The Fed may have lowered the federal funds rate to virtually zero, but the real rates faced by various private decision makers - credit cards, car and other personal loans, mortgages, municipal bonds, corporate bonds etc - remains high, more so since inflation has also fallen. The monetary policy may have been notionally expansionary, but has in real terms been anything but.

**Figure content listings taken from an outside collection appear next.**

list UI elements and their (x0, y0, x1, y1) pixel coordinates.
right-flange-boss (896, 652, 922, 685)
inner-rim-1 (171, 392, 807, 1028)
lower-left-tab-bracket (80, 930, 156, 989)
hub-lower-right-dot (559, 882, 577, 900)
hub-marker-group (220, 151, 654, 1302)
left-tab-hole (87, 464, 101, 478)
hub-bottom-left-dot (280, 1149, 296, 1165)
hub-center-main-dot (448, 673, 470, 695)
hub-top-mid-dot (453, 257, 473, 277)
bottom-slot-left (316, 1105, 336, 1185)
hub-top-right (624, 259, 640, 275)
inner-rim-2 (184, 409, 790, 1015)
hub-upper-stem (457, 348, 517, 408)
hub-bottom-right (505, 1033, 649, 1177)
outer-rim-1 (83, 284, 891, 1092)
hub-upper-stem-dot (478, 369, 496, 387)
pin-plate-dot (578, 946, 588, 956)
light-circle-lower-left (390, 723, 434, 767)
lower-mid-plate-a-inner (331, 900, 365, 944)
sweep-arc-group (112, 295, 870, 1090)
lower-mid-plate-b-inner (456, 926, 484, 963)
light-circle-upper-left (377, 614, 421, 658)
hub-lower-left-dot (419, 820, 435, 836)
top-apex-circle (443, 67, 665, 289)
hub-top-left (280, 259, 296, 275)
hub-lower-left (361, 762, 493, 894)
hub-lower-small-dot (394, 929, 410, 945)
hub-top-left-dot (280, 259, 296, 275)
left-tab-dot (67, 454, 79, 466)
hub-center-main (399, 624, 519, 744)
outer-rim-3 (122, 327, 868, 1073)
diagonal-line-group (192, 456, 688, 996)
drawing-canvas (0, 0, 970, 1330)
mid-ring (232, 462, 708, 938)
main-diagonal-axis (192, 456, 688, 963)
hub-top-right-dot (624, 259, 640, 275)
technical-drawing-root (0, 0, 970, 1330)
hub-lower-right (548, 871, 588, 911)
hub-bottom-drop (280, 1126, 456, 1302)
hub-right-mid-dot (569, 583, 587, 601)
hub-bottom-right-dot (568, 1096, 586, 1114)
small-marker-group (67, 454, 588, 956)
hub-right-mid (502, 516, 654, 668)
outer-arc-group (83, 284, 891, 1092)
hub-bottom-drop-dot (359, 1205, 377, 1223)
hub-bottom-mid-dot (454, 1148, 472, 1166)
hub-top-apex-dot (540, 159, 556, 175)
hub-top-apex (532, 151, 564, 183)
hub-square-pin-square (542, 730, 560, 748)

This is similar to the challenge facing the monetary authorities in India, though the underlying reasons vary. Though the Reserve Bank of India (RBI) has cut the short-term repo rates by 425 basis points since mid-September and the reverse repo rate by 275 basis points, it has hardly offered any relief to borrowers. As is clear from the figure below, the benchmark prime lending rates (BPLR), a reference rate for bulk of loans, banks haven’t reduced their lending rates even by half as much as the reduction in policy rates, with private and foreign banks being far slower in cutting their benchmark rates.





The credit squeeze has also led to other structural distortions in the credit pricing mechanisms. Though the BPLR is a floor rate, charged to borrowers with highest credit ratings or prime customers, banks have been charging top-notch corporate steep discounts below BPLR and retail borrowers or SMEs well above the benchmark. With the bulk of loans being advanced below BPLR, the BPLR has become a "non-transparent tool of credit pricing" and impedes the smooth transmission of monetary policy signals. The band within which the lending rates vary, for different categories of customers with similar credit profile, is too large to be reflective of a sound credit pricing market.

Update 1
All banks will have to adopt the 'Base Rate' system in place of the current Benchmark Prime Lending Rate (BPLR) system from April 1, 2010. The Base Rate, applicable for all new loans and for those old loans that come up for renewal, will be the minimum rate for all commercial loans and banks will not be permitted to resort to any lending below this rate.

Base rate will comprise cost of deposits, adjustment for the negative carry in respect of CRR and SLR, un-allocable overhead cost for banks and profit margin, among others. The RBI has said that the actual lending rates charged to borrowers would be the Base Rate plus borrower-specific charges, which will include product-specific operating costs, credit risk premium and tenor premium.